What he can control is himself. "I'm a very patient person. That's unusual for a chef. I don't yell and scream," he said with a smile. While out one day, he saw a hawk swoop down and grab a rabbit, "I laid down on the frozen beach for about half an hour watching it." Often at low tide, he'll lie prone on the slimy rocks and take photos of shorebirds on their level.
"There's a lot of waiting in birding. It's kind of like a duck hunt video game; you never know what's going to pop up," he said one recent morning from his perch on the muddy green rocks below the Old Saybrook Causeway, his feet nearly in the water. His goal was to get the perfect shot of a diving osprey.
Watchfully waiting, blending into his surroundings, enables him to see things most people miss. The most unusual creature he has seen is a mink that lives in the causeway rocks, unseen by the hundreds of drivers, walkers, runners and anglers who use the causeway daily.
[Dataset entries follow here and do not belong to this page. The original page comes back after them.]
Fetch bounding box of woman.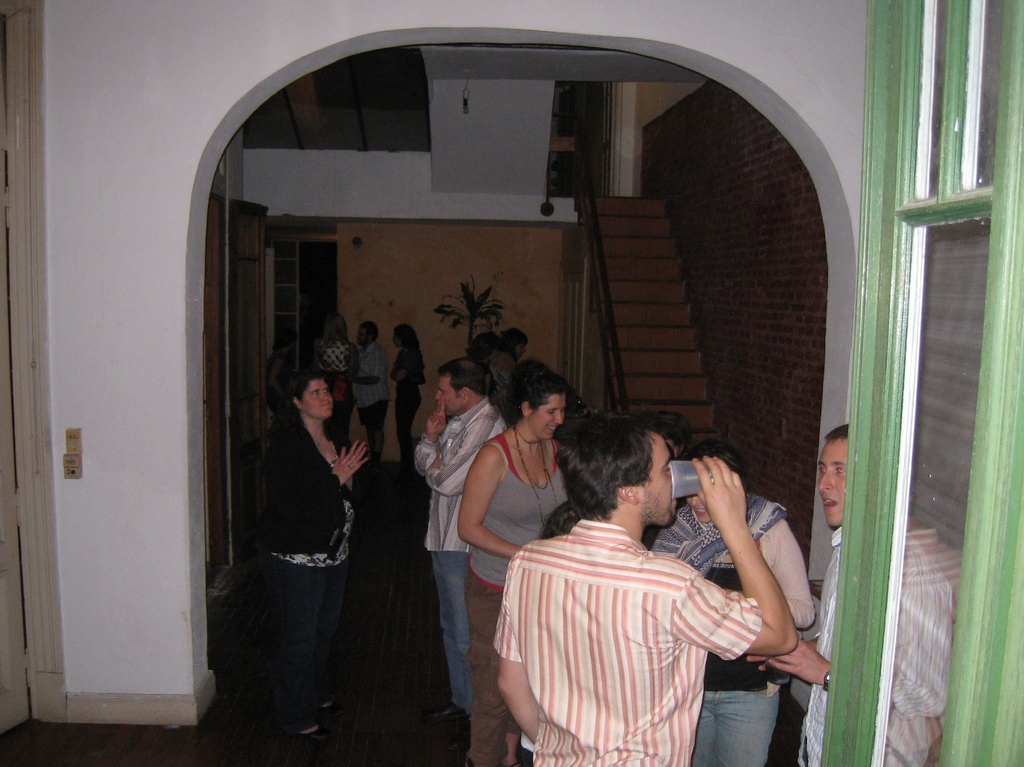
Bbox: (642, 447, 821, 766).
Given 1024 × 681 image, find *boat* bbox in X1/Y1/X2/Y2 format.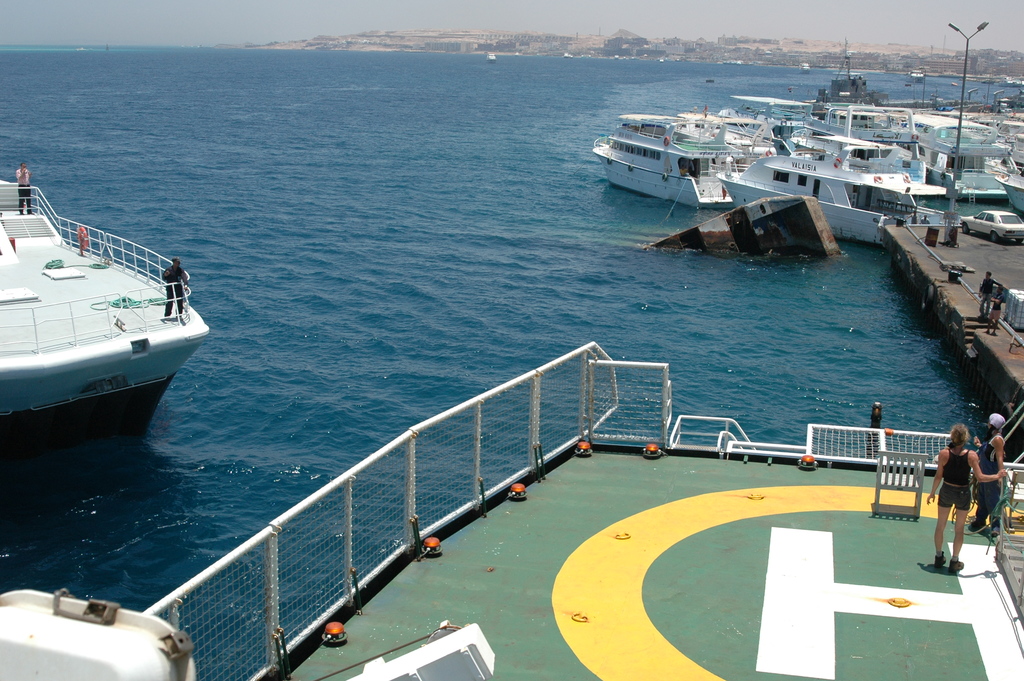
89/340/1023/680.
"I've been sober since 2010," Rowe says right up front, in person and online, in the hope that it will help someone else put down the bottle. "I take it one bird at a time," he wrote in one of his posts to his Kristofer Rowe Photography Facebook page, which he started in August of 2012 and to date has more than 3,100 "likes." Many people reach out to him through Facebook and urge him on, thank him for his inspiration and share their own bird encounters.
Many more people, awed by his talent behind the lens, thank him for sharing his photos so freely. Although not big business yet, he sells prints and notecards online through Facebook and his flickr.com/photos/coastalconn.
One photograph of an osprey with a bloody fish clutched in its talons won him a spot on the National Audubon's Top 100 Photo contest winners list. He also won Photo of the Year on thephotoforum.com.
He shoots with humble equipment, a 6-year-old Nikon D300, with a Tamron 200-500 SP F5-6.3 lens. "It's more about the eye," he says, although acknowledging equipment costing 20 times his $900 investment would be nice.
It's similar to the difference between chefs. The Food Network's "Chopped" show is a good example, and a show Rowe applied to to be a contestant. "Chopped" competitors are given identical ingredient baskets to prepare meals in identical kitchens, but use their own creativity and skill to achieve widely varying results. Rowe made it as far as the tryouts in New York, but they said he was "overqualified" and not "colorful" enough. He auditioned prior to 2010 and his venture into sobriety and photography.
Rowe started in the restaurant business in 1988 as a line cook in upstate New York while still in high school. He worked for seven years in the Berkshires, at a few popular shoreline restaurants here, and has been the celebrated chef at the Bee & Thistle for six years. He is a graduate of the Culinary Institute of America in Hyde Park, N.Y.
Linnea and David Rufo, owners of the Bee & Thistle, support Rowe's photography. A gallery for his photos is part of the inn's renovation plan. For his recent 40th birthday, they surprised him with a trip to A Place Called Hope, where he was able to hold an injured red-tailed-hawk and take remarkable photos of her and other injured resident birds in their care.
"It started out as a summer job, and I fell in love with kitchens," Rowe, the chef, recalls. Photography started out as a way to pass the time, and now "I just love my birds." From his photographs it seems the feeling is mutual.